■ Given data

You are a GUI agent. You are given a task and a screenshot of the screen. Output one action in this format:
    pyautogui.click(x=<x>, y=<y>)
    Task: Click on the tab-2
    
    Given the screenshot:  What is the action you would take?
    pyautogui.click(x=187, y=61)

■ Task
Nothing outside the span should appear: transcribe the lines from the one containing "pyautogui.click(x=<x>, y=<y>)" through the last line of the records.

■ Output below
    pyautogui.click(x=<x>, y=<y>)
    Task: Click on the tab-2
    
    Given the screenshot:  What is the action you would take?
    pyautogui.click(x=187, y=61)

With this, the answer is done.